No one ever said it would be easy. And turning the decrepit Roos Building into the final phase of the crown jewel of Forest Park’s park is proving an interesting challenge. The president of the Park District of Forest Park professes to be “cautiously optimistic.”

We’ll join her in that optimism based on the reality that the park district’s negotiations to buy the building out of its multiple layers of financial ruin are the only game in town.

When the history of America’s financial meltdown of the past two years is put to paper, the Roos Building ought to be a case study. It has everything. Efforts to gigantically overdevelop the site at Circle and Harrison as residential housing represent all the excesses of the housing boom and bubble. The top of market payment for the site by developers, the easy money available from profligate banks for speculative projects set the stage for the collapse of housing and financial institutions.

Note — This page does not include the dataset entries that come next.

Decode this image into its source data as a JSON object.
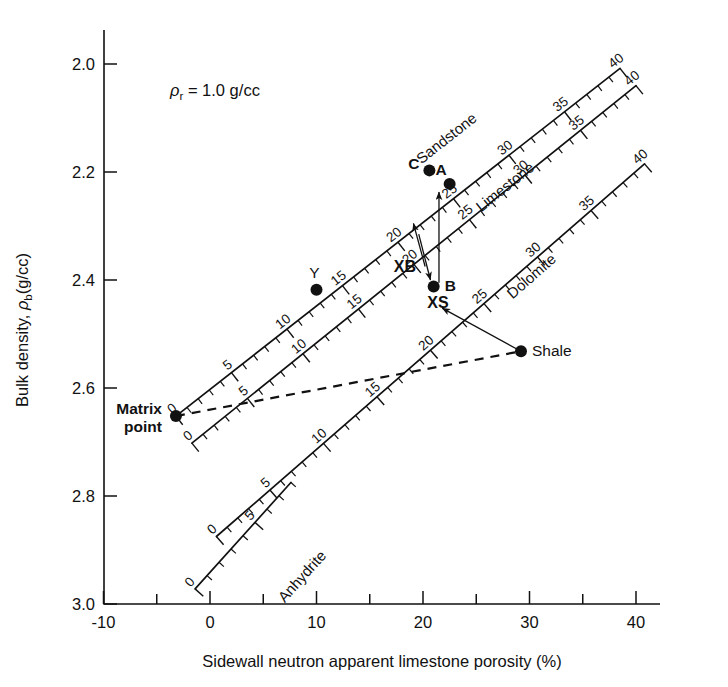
{
  "figure": {
    "domain": "chart",
    "background": "#ffffff",
    "ink_color": "#111111"
  },
  "chart_data": {
    "type": "scatter",
    "title": "",
    "xlabel": "Sidewall neutron apparent limestone porosity (%)",
    "ylabel": "Bulk density, ρb(g/cc)",
    "ylabel_parts": {
      "prefix": "Bulk density, ",
      "rho": "ρ",
      "sub": "b",
      "unit": "(g/cc)"
    },
    "xlim": [
      -10,
      45
    ],
    "ylim": [
      3.0,
      1.93
    ],
    "xticks": [
      -10,
      0,
      10,
      20,
      30,
      40
    ],
    "xtick_labels": [
      "-10",
      "0",
      "10",
      "20",
      "30",
      "40"
    ],
    "xminor_step": 5,
    "yticks": [
      2.0,
      2.2,
      2.4,
      2.6,
      2.8,
      3.0
    ],
    "ytick_labels": [
      "2.0",
      "2.2",
      "2.4",
      "2.6",
      "2.8",
      "3.0"
    ],
    "grid": false,
    "legend": "none",
    "annotations": [
      {
        "id": "fluid-density",
        "text": "ρr = 1.0 g/cc",
        "parts": {
          "rho": "ρ",
          "sub": "r",
          "rest": "= 1.0 g/cc"
        },
        "x": -2.0,
        "y": 2.085
      }
    ],
    "lithology_lines": [
      {
        "name": "Sandstone",
        "label_pos": {
          "x": 22.5,
          "y": 2.145
        },
        "label_rotation": -38,
        "start": {
          "x": -3.2,
          "y": 2.652
        },
        "end": {
          "x": 38.5,
          "y": 2.008
        },
        "scale_min": 0,
        "scale_max": 40,
        "major_step": 5,
        "minor_step": 1,
        "major_labels": [
          0,
          5,
          10,
          15,
          20,
          25,
          30,
          35,
          40
        ]
      },
      {
        "name": "Limestone",
        "label_pos": {
          "x": 28.0,
          "y": 2.235
        },
        "label_rotation": -38,
        "start": {
          "x": -1.7,
          "y": 2.702
        },
        "end": {
          "x": 40.0,
          "y": 2.04
        },
        "scale_min": 0,
        "scale_max": 40,
        "major_step": 5,
        "minor_step": 1,
        "major_labels": [
          0,
          5,
          10,
          15,
          20,
          25,
          30,
          35,
          40
        ]
      },
      {
        "name": "Dolomite",
        "label_pos": {
          "x": 30.5,
          "y": 2.4
        },
        "label_rotation": -38,
        "start": {
          "x": 0.6,
          "y": 2.875
        },
        "end": {
          "x": 40.8,
          "y": 2.185
        },
        "scale_min": 0,
        "scale_max": 40,
        "major_step": 5,
        "minor_step": 1,
        "major_labels": [
          0,
          5,
          10,
          15,
          20,
          25,
          30,
          35,
          40
        ]
      },
      {
        "name": "Anhydrite",
        "label_pos": {
          "x": 9.0,
          "y": 2.955
        },
        "label_rotation": -38,
        "start": {
          "x": -1.4,
          "y": 2.972
        },
        "end": {
          "x": 7.6,
          "y": 2.775
        },
        "scale_min": 0,
        "scale_max": 8,
        "major_step": 5,
        "minor_step": 1,
        "major_labels": [
          0,
          5
        ]
      }
    ],
    "points": [
      {
        "id": "matrix-point",
        "label": "Matrix\npoint",
        "label_line1": "Matrix",
        "label_line2": "point",
        "x": -3.2,
        "y": 2.652,
        "label_side": "left"
      },
      {
        "id": "point-Y",
        "label": "Y",
        "x": 10.0,
        "y": 2.418,
        "label_side": "above"
      },
      {
        "id": "point-C",
        "label": "C",
        "x": 20.6,
        "y": 2.197,
        "label_side": "left"
      },
      {
        "id": "point-A",
        "label": "A",
        "x": 22.5,
        "y": 2.222,
        "label_side": "left-above"
      },
      {
        "id": "point-B",
        "label": "B",
        "x": 21.0,
        "y": 2.412,
        "label_side": "right"
      },
      {
        "id": "point-shale",
        "label": "Shale",
        "x": 29.2,
        "y": 2.532,
        "label_side": "right"
      }
    ],
    "correction_labels": [
      {
        "id": "XB",
        "text": "XB",
        "x": 18.3,
        "y": 2.386
      },
      {
        "id": "XS",
        "text": "XS",
        "x": 21.4,
        "y": 2.452
      }
    ],
    "dashed_lines": [
      {
        "id": "shale-line",
        "from": {
          "x": -3.2,
          "y": 2.652
        },
        "to": {
          "x": 29.2,
          "y": 2.532
        },
        "style": "dashed"
      }
    ],
    "arrows": [
      {
        "id": "arrow-shale-to-B",
        "from": {
          "x": 29.2,
          "y": 2.532
        },
        "to": {
          "x": 21.8,
          "y": 2.452
        },
        "head": "end"
      },
      {
        "id": "arrow-B-up-A",
        "from": {
          "x": 21.5,
          "y": 2.405
        },
        "to": {
          "x": 21.5,
          "y": 2.237
        },
        "head": "end"
      },
      {
        "id": "arrow-XB-down",
        "from": {
          "x": 19.6,
          "y": 2.315
        },
        "to": {
          "x": 20.7,
          "y": 2.4
        },
        "head": "end"
      },
      {
        "id": "arrow-XB-up",
        "from": {
          "x": 20.2,
          "y": 2.375
        },
        "to": {
          "x": 19.1,
          "y": 2.295
        },
        "head": "end"
      }
    ]
  },
  "axes": {
    "x_axis_name": "x-axis",
    "y_axis_name": "y-axis"
  }
}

One of those steroid-juiced institutions, Amcore Bank of Rockford, was holding the hot potato during the implosion. They foreclosed on the developer and they were, in effect, foreclosed on when the FDIC took away the keys to the vault. Enter Harris Bank, the proud new owner of Amcore’s assets, including the Roos.

The park district, with a generous community’s tax dollars, has reached “an agreement in principle” to buy the Roos. The deal still must get court approval. We’re hopeful that will come soon. This visionary expansion of the park should move forward. We’re confident in this project.